The Graduate School of Social Service’s (GSS) National Center for Social Work Trauma Education and Workforce Development has received a $2.4 million grant from the Substance Abuse and Mental Health Services Administration (SAMHSA).

Virginia Strand, D.S.W., is hopeful that a new grant will enable the GSS’s National Center for Social Work Trauma Education and Workforce Development to better educate social workers in trauma. Photo by Patrick Verel
Virginia Strand, D.S.W., is hopeful that a new grant will enable the GSS’s National Center for Social Work Trauma Education and Workforce Development to better educate social workers in trauma.
Photo by Patrick Verel

The four-year grant will enable to the center to pursue an ambitious multipronged education program that aims to change the way that social workers treat clients suffering from trauma.

Virginia Strand, D.S.W., co-director of the center and the principal investigator for the grant, said that it will allow the center to continue to disseminate a curriculum model that emphasizes both an understanding of trauma and of evidenced-based practices.

Since its founding in 2009, the center, which is in partnership with Hunter College, has been promoting a case-based approach to training students about trauma and its impact on children, adolescents, and their families. It’s a technique that has been used by the medical field for years, and Strand said it has proven effective in social work too, as it helps develop critical thinking and clinical reasoning.

“This whole approach parallels an evidence-based practice, where you’re constantly asking, what’s out there that you need to know to bring in, in order to do your job better as a social worker?” she said.
“That’s what they should be doing in their practice with clients.”

For example, if a client has come from the border of Mexico and Arizona, what might social workers need to know about the area’s drug wars?

“We know that most of the children in child welfare in New Mexico at this point are from families that have been affected by violence and the drug wars.”

Recognizing how trauma can be a factor in so many societal ailments is the first goal of the program; adopting evidence-based practices is the second, said Strand.

“It’s not just practice as usual. You don’t just go in and do what your supervisor has been doing for 15 years. You really look at the empirical literature to see what practices have the most support for being effective with the client population that you’re working with,” Strand said.

“It’s a way to bring the research literature and results and understanding into practice, and it’s been a major theme in social work education over the last decade or so.”

In the center’s first three years, it focused on training individual field instructors. With the new grant, it is shifting the focus from individuals to institutions, with the idea that a top-down approach will be more successful.

“We’re going to work with individual agencies to develop a network around our school of social work that is really strong in the ability to provide evidence-based trauma treatment,” she said.

Since changing an organization’s culture can be challenging, the center is partnering with the North Carolina-based National Implementation Research Network to help ensure the success of the agencies that are chosen. Nine other schools of social work will join Fordham in the endeavor, which will have 10 sites nationwide.

“It’s going to be a real laboratory for studying what works, what are the best ways to do this, who the client populations are that this really works best with, and in what organizational setting,” Strand said.

As part of a focus on the bigger picture, the center has also been making available to the 200 U.S. colleges that offer a master’s of social work degree a stand-alone course on treating children affected by trauma. Forty-five schools have already signed on.

“By the end of this four years, if we continue as we’ve been, we may have half the schools of social work offering this course,” she said.

“It’s a big project, and we’re thrilled to have the opportunity to do this.”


TASK DESCRIPTION:
Reproduce the entries word for word but drop every picture.

DATA FOR PROCESSING:
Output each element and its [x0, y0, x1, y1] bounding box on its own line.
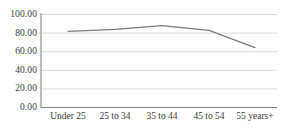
x-tick-label-25-to-34: 25 to 34 — [88, 111, 142, 122]
x-axis-labels: Under 25 25 to 34 35 to 44 45 to 54 55 y… — [0, 0, 287, 134]
x-tick-label-35-to-44: 35 to 44 — [135, 111, 189, 122]
line-chart: 100.00 80.00 60.00 40.00 20.00 0.00 Unde… — [0, 0, 287, 134]
x-tick-label-under-25: Under 25 — [41, 111, 95, 122]
x-tick-label-55-years-plus: 55 years+ — [226, 111, 284, 122]
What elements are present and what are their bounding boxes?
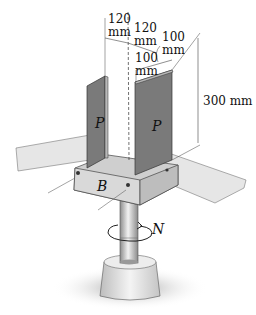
dim-mid-unit: mm [134, 34, 157, 48]
dim-right-width-unit: mm [162, 43, 185, 57]
rotation-label: N [151, 221, 165, 237]
dim-left-value: 120 [108, 12, 131, 26]
plate-left-label: P [94, 115, 105, 131]
dim-mid-value: 120 [134, 21, 157, 35]
bar-left [16, 135, 90, 171]
plate-right-label: P [151, 118, 162, 134]
leader-line-left [48, 178, 75, 193]
dim-inner-unit: mm [135, 64, 158, 78]
shaft [120, 195, 138, 265]
figure-diagram: N B P P 120 mm 120 [0, 0, 256, 315]
dim-right-width-value: 100 [162, 30, 185, 44]
diagram-canvas: N B P P 120 mm 120 [0, 0, 256, 315]
dim-left-unit: mm [108, 25, 131, 39]
block-label: B [96, 178, 107, 194]
dim-height: 300 mm [203, 94, 253, 108]
dim-inner-value: 100 [135, 51, 158, 65]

COMPLETED TASK:
Output each element and its [x0, y0, x1, y1] bounding box on its own line.
x-tick-label-25-to-34: 25 to 34 — [88, 111, 142, 122]
x-axis-labels: Under 25 25 to 34 35 to 44 45 to 54 55 y… — [0, 0, 287, 134]
x-tick-label-35-to-44: 35 to 44 — [135, 111, 189, 122]
line-chart: 100.00 80.00 60.00 40.00 20.00 0.00 Unde… — [0, 0, 287, 134]
x-tick-label-under-25: Under 25 — [41, 111, 95, 122]
x-tick-label-55-years-plus: 55 years+ — [226, 111, 284, 122]
What elements are present and what are their bounding boxes?
dim-mid-unit: mm [134, 34, 157, 48]
dim-right-width-unit: mm [162, 43, 185, 57]
rotation-label: N [151, 221, 165, 237]
dim-left-value: 120 [108, 12, 131, 26]
plate-left-label: P [94, 115, 105, 131]
dim-mid-value: 120 [134, 21, 157, 35]
bar-left [16, 135, 90, 171]
plate-right-label: P [151, 118, 162, 134]
leader-line-left [48, 178, 75, 193]
dim-inner-unit: mm [135, 64, 158, 78]
shaft [120, 195, 138, 265]
figure-diagram: N B P P 120 mm 120 [0, 0, 256, 315]
dim-right-width-value: 100 [162, 30, 185, 44]
diagram-canvas: N B P P 120 mm 120 [0, 0, 256, 315]
dim-left-unit: mm [108, 25, 131, 39]
block-label: B [96, 178, 107, 194]
dim-height: 300 mm [203, 94, 253, 108]
dim-inner-value: 100 [135, 51, 158, 65]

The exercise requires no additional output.